Many organizations are realizing the benefits of placing identity at the center of their cybersecurity program with Identity and Access Management (IAM) being a security imperative.
Question 1 of 6
Not Defined. No defined processes or standards
Reactive. Common structures defined, differing processes.
Purposeful. Unified identity data structures, effective identity controls exists.
Aware. Unreliable, inconsistent data and entry points.
Adaptive. Usable data with transformation, account and identity correlations.
Predictive
Question 2 of 6
Question 3 of 6
Not Defined. No defined authentication policies or central infrastructure.
Reactive. Stanardized approach to credentials, tactical 2FA.
Purposeful. Enterprise MFA, SaaS SSO, and enterprise directories IAM.
Aware. Authentication policies or central infrastructure.
Adaptive. Directories being leveraged, centralized, standardized tech.
Predictive. Risk-based authentication mechanims, enterprise SSO.
Not Defined. Decentralized, no governance or awareness.
Reactive. Entitlements and profiles reviewed centrally but not manually.
Purposeful. Integrated with identityu administration controls and processes.
Aware. Entitlements and profiles reviewed informally and in an ad-hoc manner.
Adaptive. Technologyu controls in place to support centralized processes.
Predictive. Risk-based entitlement model controls access review certificates.
Question 4 of 6
Not Defined. No defined processes or policies.
Reactive. Standard, documented processes, varying controls.
Purposeful. Centralized infrastructure with maturing automation.
Aware. Decentalized, informal manual processes in an ad-hoc manner.
Adaptive. Centralized workflow, consistent data and processes.
Predictive. Risk-based workflow and controls, automated for enterprise.
Question 5 of 6
Reactive. Initiation of SIEMs, PW-protected databases for credentials.
Purposeful. Maturing technology controls, one-time passwords.
Aware. Informal processes, admins managing as they see fit.
Adaptive. Initial vaulting, integrated logs, and policy-based activities.
Predictive. Risk-based privileged credential and session management.
Question 6 of 6
Not Defined. Data lifecycle and locations are unknown/not defined.
Reactive. Classification policies exist, defined data location and owners.
Purposeful. Policies and technology in place to prevent unauthorized access.
Aware. Data is managed in decentralized, ad-hoc way.
Adaptive. Supporting technology to classify and manage access to data.
Your organization is significantly behind in implementing modern identity and access management processes and technologies. Start with identifying critical assets, identifying and prioritizing needs based on security requirements.
Approximately 35% of enterprises are operating at this level. Your organization is operating very reactively and tactically to identity and access management needs, fixing issues as they arise, and potentially in a decentralized way. Start by gaining consensus on strategic roadmap priorities and implementing centralized services with an opt-in model.
Approximately 10% of enterprises are operating at this level. Your organization supports identity and access management initiatives in a thoughtful, centralized way, allowing your business to be enabled, while mitigating risks effectively. Start by evaluating your technology components for gaps in capabilities and security, while continuously examining your business model against your programmatic features.
Approximately 25% of enterprises are operating at this level. Your organization is approaching modern identity and access management processes and technologies in a very tactical, decentralized manner. Start by educating stakeholders and gaining consensus on strategic roadmap priorities.
Approximately 20% of enterprises are operating at this level. Your organization adapts to identity and access management needs in a centralized way, however changes may still be done tactically. Start by assessing current processes and technology and evaluating gaps against best practices, audit findings, and business enablement.
Approximately 5% of enterprises are operating at this level. Your organization is operating at the highest level of maturity for an IAM program. Consider taking it to the next level with an identity centric approach to security that integrates existing cyber security technologies with your IAM infrastructure to improve security and reduce the risk of a breach.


Transcribe the entries, keeping every character the same.

---------- Input data ----------

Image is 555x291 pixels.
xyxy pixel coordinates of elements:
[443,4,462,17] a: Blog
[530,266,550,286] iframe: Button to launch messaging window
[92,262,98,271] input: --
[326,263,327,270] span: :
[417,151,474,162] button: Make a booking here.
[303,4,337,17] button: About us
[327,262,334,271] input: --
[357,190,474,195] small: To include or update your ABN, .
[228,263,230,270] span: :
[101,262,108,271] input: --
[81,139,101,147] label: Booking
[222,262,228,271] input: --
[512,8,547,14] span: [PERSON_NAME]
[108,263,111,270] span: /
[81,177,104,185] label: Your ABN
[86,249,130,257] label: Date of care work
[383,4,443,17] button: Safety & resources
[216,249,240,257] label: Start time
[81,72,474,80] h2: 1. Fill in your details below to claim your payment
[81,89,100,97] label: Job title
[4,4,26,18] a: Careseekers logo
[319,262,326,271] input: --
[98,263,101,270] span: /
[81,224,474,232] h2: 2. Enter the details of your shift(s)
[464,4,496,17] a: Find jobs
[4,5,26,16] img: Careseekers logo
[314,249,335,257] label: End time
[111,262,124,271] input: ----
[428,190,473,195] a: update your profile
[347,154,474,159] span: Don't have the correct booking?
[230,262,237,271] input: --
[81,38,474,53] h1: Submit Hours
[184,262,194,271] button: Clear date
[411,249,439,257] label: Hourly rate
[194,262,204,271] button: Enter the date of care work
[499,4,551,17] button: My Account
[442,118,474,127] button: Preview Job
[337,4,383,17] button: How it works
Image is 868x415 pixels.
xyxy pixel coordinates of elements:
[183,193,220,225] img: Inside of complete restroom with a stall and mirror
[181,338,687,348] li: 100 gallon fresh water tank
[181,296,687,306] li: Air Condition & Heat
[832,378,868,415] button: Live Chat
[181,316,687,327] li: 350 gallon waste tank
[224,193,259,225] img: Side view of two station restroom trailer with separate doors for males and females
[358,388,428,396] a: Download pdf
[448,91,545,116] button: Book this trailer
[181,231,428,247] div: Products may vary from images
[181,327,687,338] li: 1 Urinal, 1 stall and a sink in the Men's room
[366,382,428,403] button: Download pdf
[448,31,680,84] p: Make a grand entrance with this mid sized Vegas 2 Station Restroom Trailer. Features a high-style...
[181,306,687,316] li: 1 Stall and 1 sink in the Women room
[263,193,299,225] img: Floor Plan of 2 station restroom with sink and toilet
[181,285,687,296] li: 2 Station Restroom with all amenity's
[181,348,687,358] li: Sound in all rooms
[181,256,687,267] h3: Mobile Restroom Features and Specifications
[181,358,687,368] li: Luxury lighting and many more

----------

◆ Worked solution ◆
Image is 555x291 pixels.
xyxy pixel coordinates of elements:
[443,4,462,17] a: Blog
[530,266,550,286] iframe: Button to launch messaging window
[92,262,98,271] input: --
[326,263,327,270] span: :
[417,151,474,162] button: Make a booking here.
[303,4,337,17] button: About us
[327,262,334,271] input: --
[357,190,474,195] small: To include or update your ABN, .
[228,263,230,270] span: :
[101,262,108,271] input: --
[81,139,101,147] label: Booking
[222,262,228,271] input: --
[512,8,547,14] span: [PERSON_NAME]
[108,263,111,270] span: /
[81,177,104,185] label: Your ABN
[86,249,130,257] label: Date of care work
[383,4,443,17] button: Safety & resources
[216,249,240,257] label: Start time
[81,72,474,80] h2: 1. Fill in your details below to claim your payment
[81,89,100,97] label: Job title
[4,4,26,18] a: Careseekers logo
[319,262,326,271] input: --
[98,263,101,270] span: /
[81,224,474,232] h2: 2. Enter the details of your shift(s)
[464,4,496,17] a: Find jobs
[4,5,26,16] img: Careseekers logo
[314,249,335,257] label: End time
[111,262,124,271] input: ----
[428,190,473,195] a: update your profile
[347,154,474,159] span: Don't have the correct booking?
[230,262,237,271] input: --
[81,38,474,53] h1: Submit Hours
[184,262,194,271] button: Clear date
[411,249,439,257] label: Hourly rate
[194,262,204,271] button: Enter the date of care work
[499,4,551,17] button: My Account
[442,118,474,127] button: Preview Job
[337,4,383,17] button: How it works
Image is 868x415 pixels.
xyxy pixel coordinates of elements:
[183,193,220,225] img: Inside of complete restroom with a stall and mirror
[181,338,687,348] li: 100 gallon fresh water tank
[181,296,687,306] li: Air Condition & Heat
[832,378,868,415] button: Live Chat
[181,316,687,327] li: 350 gallon waste tank
[224,193,259,225] img: Side view of two station restroom trailer with separate doors for males and females
[358,388,428,396] a: Download pdf
[448,91,545,116] button: Book this trailer
[181,231,428,247] div: Products may vary from images
[181,327,687,338] li: 1 Urinal, 1 stall and a sink in the Men's room
[366,382,428,403] button: Download pdf
[448,31,680,84] p: Make a grand entrance with this mid sized Vegas 2 Station Restroom Trailer. Features a high-style...
[181,306,687,316] li: 1 Stall and 1 sink in the Women room
[263,193,299,225] img: Floor Plan of 2 station restroom with sink and toilet
[181,285,687,296] li: 2 Station Restroom with all amenity's
[181,348,687,358] li: Sound in all rooms
[181,256,687,267] h3: Mobile Restroom Features and Specifications
[181,358,687,368] li: Luxury lighting and many more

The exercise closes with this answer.